The tradition of eating an apple a day has actually been confirmed.  Recent research has added an orange, and a banana to the daily list.  And the small colored berries are intensely full of antioxidants and other phytonutrients. 

In fact, the Word of Wisdom simply recommends we eat “fruit in the season.”  Now the Industrial Revolution brought a lot of bad stuff, but it also brought us longer seasons for fruit and other foods.  You can buy apples, bananas, berries, and some type of orange, about every month of the year.  Count it a tender mercy.

As I drove away from Levan, I thought about the bottles of canned applesauce in the kitchen.  My parent’s generation canned fruit.  My generation bought it canned, but we also were able to buy it fresh more months of the year.  The current generation can buy affordable fresh fruit year around.  Because sugar inhibits bacterial growth, canned fruit was traditionally sweetened.  So, in our home, with the exception of freezer jam, we simply eat seasonal fresh fruit and don't try to preserve it, though I miss the comfort against famine that a cellar of bottled fruit offers.  One compensation is to store dried fruits like dates, plums (okay, prunes), raisins, and mangos—this is an ancient practice and dried fruits store well.

Four-a-day

The USDA guidance is a good place to start:  four daily servings of fruit (shown in the pix above).  How are we doing?  Americans, on average, eat just one daily fruit serving.  Ouch.

That’s the same as vegetables, where the goal is 5 daily servings, so you see the challenge.  But fruit is fun to eat, so once you get the idea four servings won’t be hard.  Vegetables, on the other hand, are more of a challenge.  That’s why we dedicate eight posts to eating vegetables and just this one to fruit. 

Last week I was enjoying the most delicious cantaloupe; it tasted so good.  And we’re currently in the best season for watermelons, peaches and apricots.  The key to eating fruit is to buy it—to have it in the house.  If your servings run 3-4 ounces, a week’s worth for two adults, allowing for a little waste, would be about 15 pounds.  You can adjust this for your family size.  Whatever your goal, just be sure to buy it weekly and if it isn’t getting eaten and it’s going to waste, have a family council on the subject.  Children love fruit for a snack.
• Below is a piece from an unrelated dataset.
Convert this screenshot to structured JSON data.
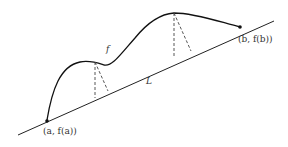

That’s all I have to say about fruit:  Eat a variety of fruits in season, about four servings daily.  If you buy it, you’re likely to eat it.  It's easy in the summer, but takes a little effort in the winter.

Oh, one other thing.  Remember that dessert of orange-flavored Jello and Cool Whip treat your mom used to make?  That doesn’t count as a fruit.  But as you learn to appreciate fruit, you’ll find it makes a delicious dessert that’s healthful, inexpensive, and easy to prepare.  What could be better?

 

Please comment:  How do you get your family to eat fruit instead of sugary snack foods?  What are your favorite fruit desserts?  Share a recipe.